At the end of a month "Burglar Bill of the Silver District
was the nurse-girl's standby for frightening children. Five
burglaries were attributed to him, but though Dalyrimple had
only committed three, he considered that majority had it and
appropriated the title to himself. He had once been seen--"a
large bloated creature with the meanest face you ever laid eyes
on." Mrs. Henry Coleman, awaking at two o'clock at the beam of
an electric torch flashed in her eye, could not have been
expected to recognize Bryan Dalyrimple at whom she had waved
flags last Fourth of July, and whom she had described as "not
at all the daredevil type, do you think?"
When Dalyrimple kept his imagination at white heat he managed to
glorify his own attitude, his emancipation from petty scruples
and remorses--but let him once allow his thought to rove
unarmored, great unexpected horrors and depressions would
overtake him. Then for reassurance he had to go back to think
out the whole thing over again. He found that it was on the
whole better to give up considering himself as a rebel. It was
more consoling to think of every one else as a fool.
His attitude toward Mr. Macy underwent a change. He no longer
felt a dim animosity and inferiority in his presence. As his
fourth month in the store ended he found himself regarding his
employer in a manner that was almost fraternal. He had a vague
but very assured conviction that Mr. Macy's innermost soul would
have abetted and approved. He no longer worried about his
future. He had the intention of accumulating several thousand
dollars and then clearing out--going east, back to France, down
to South America. Half a dozen times in the last two months he
had been about to stop work, but a fear of attracting attention
to his being in funds prevented him. So he worked on, no longer
in listlessness, but with contemptuous amusement.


# [Work order]
Could you copy every record below exactly, leaving out the pictures?

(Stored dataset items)
-------

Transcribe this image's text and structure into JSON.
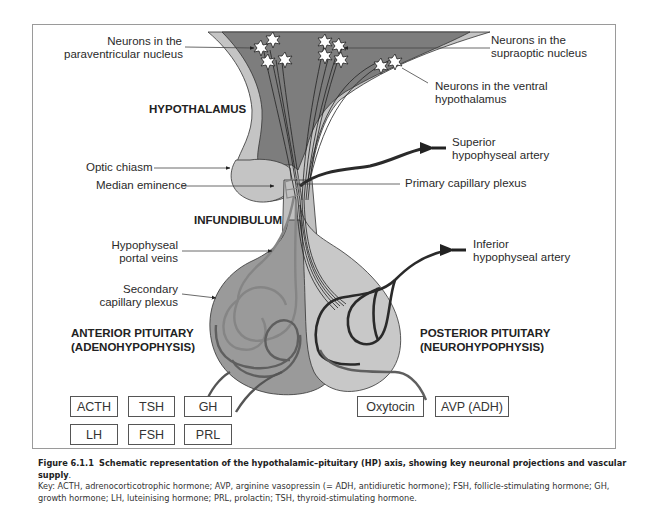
{
  "diagram": {
    "title": "Schematic representation of the hypothalamic–pituitary (HP) axis",
    "colors": {
      "hypothalamus_dark": "#7d7d7d",
      "hypothalamus_light": "#c4c4c4",
      "anterior_pituitary": "#9a9a9a",
      "posterior_pituitary": "#c8c8c8",
      "vessel_dark": "#333333",
      "vessel_gray": "#6e6e6e",
      "portal_light": "#8a8a8a",
      "frame": "#9a9a9a"
    },
    "regions": {
      "hypothalamus": "HYPOTHALAMUS",
      "infundibulum": "INFUNDIBULUM",
      "anterior_line1": "ANTERIOR PITUITARY",
      "anterior_line2": "(ADENOHYPOPHYSIS)",
      "posterior_line1": "POSTERIOR PITUITARY",
      "posterior_line2": "(NEUROHYPOPHYSIS)"
    },
    "labels": {
      "paraventricular_1": "Neurons in the",
      "paraventricular_2": "paraventricular nucleus",
      "supraoptic_1": "Neurons in the",
      "supraoptic_2": "supraoptic nucleus",
      "ventral_1": "Neurons in the ventral",
      "ventral_2": "hypothalamus",
      "superior_artery_1": "Superior",
      "superior_artery_2": "hypophyseal artery",
      "primary_plexus": "Primary capillary plexus",
      "optic_chiasm": "Optic chiasm",
      "median_eminence": "Median eminence",
      "portal_veins_1": "Hypophyseal",
      "portal_veins_2": "portal veins",
      "secondary_plexus_1": "Secondary",
      "secondary_plexus_2": "capillary plexus",
      "inferior_artery_1": "Inferior",
      "inferior_artery_2": "hypophyseal artery"
    },
    "anterior_hormones": [
      "ACTH",
      "TSH",
      "GH",
      "LH",
      "FSH",
      "PRL"
    ],
    "posterior_hormones": [
      "Oxytocin",
      "AVP (ADH)"
    ]
  },
  "caption": {
    "figure_number": "Figure 6.1.1",
    "title": "Schematic representation of the hypothalamic–pituitary (HP) axis, showing key neuronal projections and vascular supply",
    "key": "Key: ACTH, adrenocorticotrophic hormone; AVP, arginine vasopressin (= ADH, antidiuretic hormone); FSH, follicle-stimulating hormone; GH, growth hormone; LH, luteinising hormone; PRL, prolactin; TSH, thyroid-stimulating hormone."
  }
}
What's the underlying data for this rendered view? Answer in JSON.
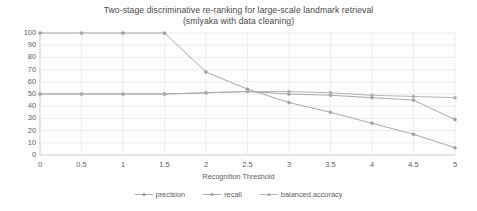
{
  "chart_data": {
    "type": "line",
    "title": "Two-stage discriminative re-ranking for large-scale landmark retrieval",
    "subtitle": "(smlyaka with data cleaning)",
    "xlabel": "Recognition Threshold",
    "ylabel": "",
    "xlim": [
      0,
      5
    ],
    "ylim": [
      0,
      100
    ],
    "xticks": [
      0,
      0.5,
      1,
      1.5,
      2,
      2.5,
      3,
      3.5,
      4,
      4.5,
      5
    ],
    "xtick_labels": [
      "0",
      "0.5",
      "1",
      "1.5",
      "2",
      "2.5",
      "3",
      "3.5",
      "4",
      "4.5",
      "5"
    ],
    "yticks": [
      0,
      10,
      20,
      30,
      40,
      50,
      60,
      70,
      80,
      90,
      100
    ],
    "ytick_labels": [
      "0",
      "10",
      "20",
      "30",
      "40",
      "50",
      "60",
      "70",
      "80",
      "90",
      "100"
    ],
    "grid": true,
    "grid_axis": "both",
    "legend_position": "bottom",
    "x": [
      0,
      0.5,
      1,
      1.5,
      2,
      2.5,
      3,
      3.5,
      4,
      4.5,
      5
    ],
    "series": [
      {
        "name": "precision",
        "color": "#9aa0a6",
        "marker": "circle",
        "values": [
          50,
          50,
          50,
          50,
          51,
          52,
          50,
          49,
          47,
          45,
          29
        ]
      },
      {
        "name": "recall",
        "color": "#9aa0a6",
        "marker": "circle",
        "values": [
          100,
          100,
          100,
          100,
          68,
          54,
          43,
          35,
          26,
          17,
          6
        ]
      },
      {
        "name": "balanced accuracy",
        "color": "#a8adb2",
        "marker": "circle",
        "values": [
          50,
          50,
          50,
          50,
          51,
          52,
          52,
          51,
          49,
          48,
          47
        ]
      }
    ]
  },
  "legend": {
    "items": [
      {
        "label": "precision"
      },
      {
        "label": "recall"
      },
      {
        "label": "balanced accuracy"
      }
    ]
  },
  "colors": {
    "grid": "#e6e6e6",
    "axis": "#d0d0d0",
    "text": "#5d5d5d",
    "background": "#fdfdfd"
  }
}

-------

# [Response to the task]
Transcribe this image's text and structure into JSON.
{
  "diagram": {
    "title": "Schematic representation of the hypothalamic–pituitary (HP) axis",
    "colors": {
      "hypothalamus_dark": "#7d7d7d",
      "hypothalamus_light": "#c4c4c4",
      "anterior_pituitary": "#9a9a9a",
      "posterior_pituitary": "#c8c8c8",
      "vessel_dark": "#333333",
      "vessel_gray": "#6e6e6e",
      "portal_light": "#8a8a8a",
      "frame": "#9a9a9a"
    },
    "regions": {
      "hypothalamus": "HYPOTHALAMUS",
      "infundibulum": "INFUNDIBULUM",
      "anterior_line1": "ANTERIOR PITUITARY",
      "anterior_line2": "(ADENOHYPOPHYSIS)",
      "posterior_line1": "POSTERIOR PITUITARY",
      "posterior_line2": "(NEUROHYPOPHYSIS)"
    },
    "labels": {
      "paraventricular_1": "Neurons in the",
      "paraventricular_2": "paraventricular nucleus",
      "supraoptic_1": "Neurons in the",
      "supraoptic_2": "supraoptic nucleus",
      "ventral_1": "Neurons in the ventral",
      "ventral_2": "hypothalamus",
      "superior_artery_1": "Superior",
      "superior_artery_2": "hypophyseal artery",
      "primary_plexus": "Primary capillary plexus",
      "optic_chiasm": "Optic chiasm",
      "median_eminence": "Median eminence",
      "portal_veins_1": "Hypophyseal",
      "portal_veins_2": "portal veins",
      "secondary_plexus_1": "Secondary",
      "secondary_plexus_2": "capillary plexus",
      "inferior_artery_1": "Inferior",
      "inferior_artery_2": "hypophyseal artery"
    },
    "anterior_hormones": [
      "ACTH",
      "TSH",
      "GH",
      "LH",
      "FSH",
      "PRL"
    ],
    "posterior_hormones": [
      "Oxytocin",
      "AVP (ADH)"
    ]
  },
  "caption": {
    "figure_number": "Figure 6.1.1",
    "title": "Schematic representation of the hypothalamic–pituitary (HP) axis, showing key neuronal projections and vascular supply",
    "key": "Key: ACTH, adrenocorticotrophic hormone; AVP, arginine vasopressin (= ADH, antidiuretic hormone); FSH, follicle-stimulating hormone; GH, growth hormone; LH, luteinising hormone; PRL, prolactin; TSH, thyroid-stimulating hormone."
  }
}
What's the underlying data for this rendered view? Answer in JSON.
{
  "chart_data": {
    "type": "line",
    "title": "Two-stage discriminative re-ranking for large-scale landmark retrieval",
    "subtitle": "(smlyaka with data cleaning)",
    "xlabel": "Recognition Threshold",
    "ylabel": "",
    "xlim": [
      0,
      5
    ],
    "ylim": [
      0,
      100
    ],
    "xticks": [
      0,
      0.5,
      1,
      1.5,
      2,
      2.5,
      3,
      3.5,
      4,
      4.5,
      5
    ],
    "xtick_labels": [
      "0",
      "0.5",
      "1",
      "1.5",
      "2",
      "2.5",
      "3",
      "3.5",
      "4",
      "4.5",
      "5"
    ],
    "yticks": [
      0,
      10,
      20,
      30,
      40,
      50,
      60,
      70,
      80,
      90,
      100
    ],
    "ytick_labels": [
      "0",
      "10",
      "20",
      "30",
      "40",
      "50",
      "60",
      "70",
      "80",
      "90",
      "100"
    ],
    "grid": true,
    "grid_axis": "both",
    "legend_position": "bottom",
    "x": [
      0,
      0.5,
      1,
      1.5,
      2,
      2.5,
      3,
      3.5,
      4,
      4.5,
      5
    ],
    "series": [
      {
        "name": "precision",
        "color": "#9aa0a6",
        "marker": "circle",
        "values": [
          50,
          50,
          50,
          50,
          51,
          52,
          50,
          49,
          47,
          45,
          29
        ]
      },
      {
        "name": "recall",
        "color": "#9aa0a6",
        "marker": "circle",
        "values": [
          100,
          100,
          100,
          100,
          68,
          54,
          43,
          35,
          26,
          17,
          6
        ]
      },
      {
        "name": "balanced accuracy",
        "color": "#a8adb2",
        "marker": "circle",
        "values": [
          50,
          50,
          50,
          50,
          51,
          52,
          52,
          51,
          49,
          48,
          47
        ]
      }
    ]
  },
  "legend": {
    "items": [
      {
        "label": "precision"
      },
      {
        "label": "recall"
      },
      {
        "label": "balanced accuracy"
      }
    ]
  },
  "colors": {
    "grid": "#e6e6e6",
    "axis": "#d0d0d0",
    "text": "#5d5d5d",
    "background": "#fdfdfd"
  }
}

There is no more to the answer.